CNC (computer numerical control) programming is the core skill for production machining. G-code and M-code fundamentals (ISO 6983 / EIA RS-274) are the baseline language read by Fanuc, Siemens, Haas, and Mazak controls (https://www.iso.org/standard/34608.html). Most production programs are generated in CAM software: Mastercam (https://www.mastercam.com), Autodesk Fusion 360 (https://www.autodesk.com/products/fusion-360), and SolidWorks CAM (https://www.solidworks.com) are the most commonly listed in BLS machinist job postings (https://www.bls.gov/ooh/production/machinists-and-tool-and-die-makers.htm). 5-axis simultaneous programming is typical in aerospace structural and impeller work and is covered by NIMS CNC Milling Programmer Level III (https://www.nims-skills.org/credentialing). NIMS also offers a stand-alone Job Planning, Benchwork, and Layout credential that is a prerequisite for Machining Levels II and III.

APPRENTICESHIP PATHWAY

The U.S. Department of Labor registers Machinist apprenticeships under RAPIDS occupation code 0296 with a typical term of 8,000 on-the-job-training hours plus 576 hours of Related Technical Instruction; Tool and Die Maker (RAPIDS 0295) typically requires 10,000 OJT hours (https://www.apprenticeship.gov/apprenticeship-job-finder). Community-college Associate of Applied Science (AAS) degrees in Machine Tool Technology are a common parallel or substitute pathway and frequently articulate into NIMS credentials. The International Association of Machinists and Aerospace Workers (IAM, https://goiam.org) represents machinists in parts of aerospace, defense, and rail, though most U.S. production machinists work in non-union shops. NTMA and the Precision Metalforming Association (PMA) both sponsor employer-led apprenticeships registered through DOL.

ADJACENT ROLES

Tool-and-die maker is the most demanding adjacent role, requiring roughly 10,000 OJT hours and tight-tolerance grinding, heat-treat, and fixture-building experience (https://www.bls.gov/ooh/production/machinists-and-tool-and-die-makers.htm). CNC programmer roles split into shop-floor edit/offset programmers and off-line CAM programmers; NIMS CNC Milling and CNC Turning Programmer credentials cover both (https://www.nims-skills.org/credentialing). Manual mill and lathe operator positions are still common in prototype, R&D, and repair shops. Quality-control and gauge inspector roles require formal GD&T training per ASME Y14.5-2018, Dimensioning and Tolerancing (https://www.asme.org/codes-standards/find-codes-standards/y14-5-dimensioning-tolerancing); ASME also publishes Y14.5.1 Mathematical Definition of Dimensioning and Tolerancing Principles. AS9100 (aerospace) and ISO 13485 (medical device) quality-system training are often required before a machinist is cleared to run regulated parts.

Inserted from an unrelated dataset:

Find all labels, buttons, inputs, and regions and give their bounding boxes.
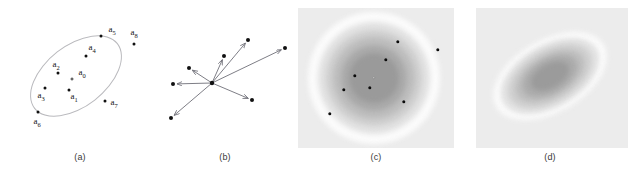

Not legal, financial, or career advice. Trades Navigator compiles state board rules, statutes, and federal data into a navigable layer linked to primary sources. We do not maintain editorial attestation on each line. Always verify the specific number, fee, deadline, or rule against the linked primary source before relying on it. Confirm any decision with the relevant state agency, a lawyer, or an accountant.